Cantor outlines $353B in Medicare, Medicaid savings during debt talks
House Majority Leader Eric Cantor (R-Va.) on Monday outlined changes to Medicare and Medicaid he said would save $353 billion over the next decade.
Cantor offered the ideas in talks at the White House. The suggestions were immediately criticized by House Minority Leader Nancy Pelosi (D-Calif.), who said they would lead to benefit cuts.
GOP aides said Cantor was not offering a new proposal, but was outlining savings identified in talks led by Vice President Bide. Cantor was a participant in those talks. A Democrat aide characterized the proposal as Cantor's.
President Obama and congressional leaders are set to meet again Tuesday afternoon at the White House.
The biggest savings from Cantor's outline, some $100 billion, comes from reforming federal matching payments for Medicaid. Pelosi has said she is “concerned” about changes to Medicaid but has only ruled out Medicare benefit cuts.
The brief description of the policy, and its projected savings, match roughly with President Obama's proposal to blend various Medicaid matching percentages into a single rate of federal support.
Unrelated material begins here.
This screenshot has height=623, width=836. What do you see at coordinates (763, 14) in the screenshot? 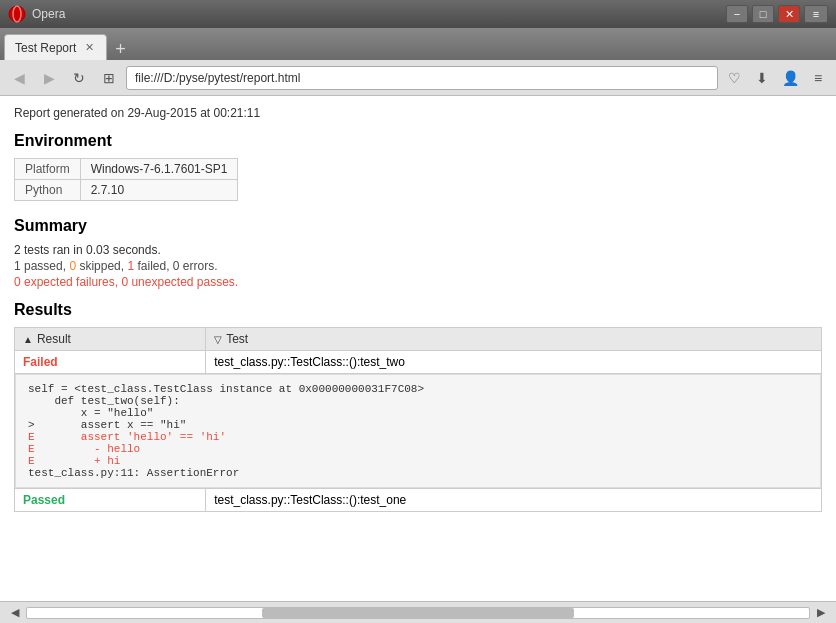
I see `maximize-button: □` at bounding box center [763, 14].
Governors oppose the policy, saying it would shift costs to the states.
Most of the proposals in Cantor's presentation would not directly cut benefits, but rather would take money from states, doctors or other healthcare providers. The outline includes cuts in payments for imaging services such as MRIs, which Republicans in the Senate axed from a trade agreement recently.
Several changes, however, would raise costs for Medicare and Medicaid beneficiaries. Cantor outlined $16 billion in savings by increasing Medicare co-payments for clinical laboratory tests, and another $50 billion from either reducing home health payments or increasing co-pays under Medicare.
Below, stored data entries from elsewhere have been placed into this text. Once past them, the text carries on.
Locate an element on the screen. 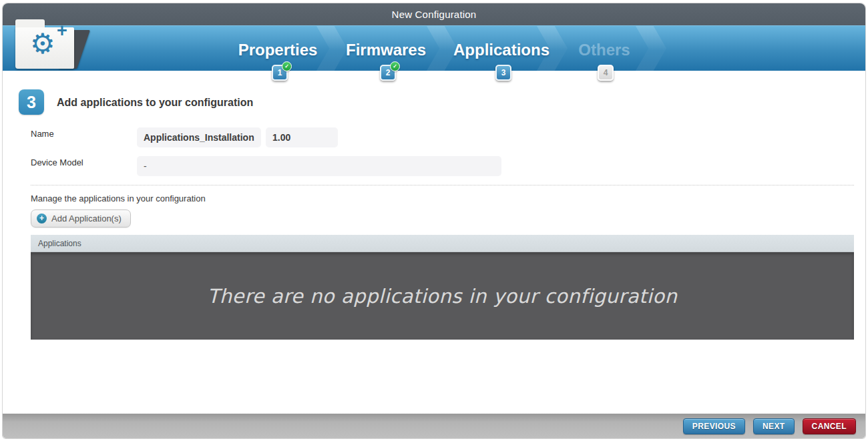 Image resolution: width=868 pixels, height=441 pixels. gear-icon: ⚙ is located at coordinates (43, 44).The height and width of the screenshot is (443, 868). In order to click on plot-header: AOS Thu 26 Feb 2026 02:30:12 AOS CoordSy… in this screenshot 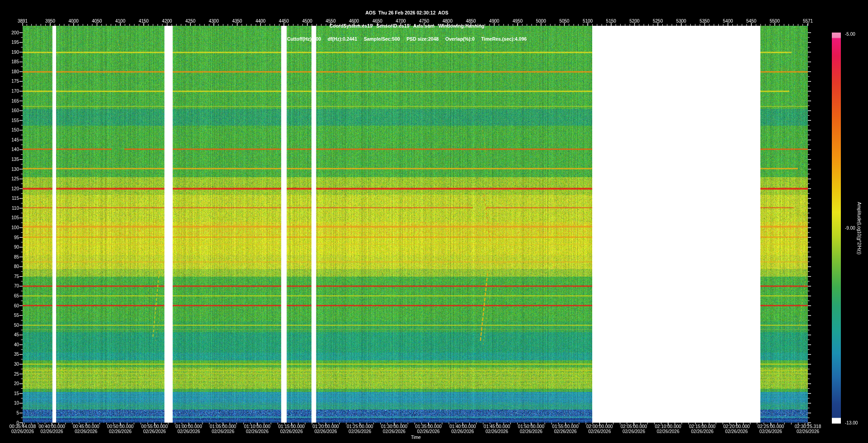, I will do `click(407, 24)`.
Cantor would also means-test some Medicare benefits — a core component of the plan introduced by Sens. Joe Lieberman (I-Conn.) and Tom Coburn (R-Okla.). High-income beneficiaries would pay 10 percent more of the cost of hospital stays and prescription drugs, which Cantor estimated would save the government $38 billion.
Up to $53 billion is saved from Medigap insurance by "prohibiting first dollar coverage or approx $530 supplemental premium for those who chose first dollar coverage.”
The leader estimates $26 billion can be saved by eliminating payments on Medicare's bad debt.
And he would take some money out of the healthcare reform law's fund for prevention and public health programs. The presentation says the government could save $8 billion by "not allowing the fund to grow."
This story was updated at 10:42 a.m.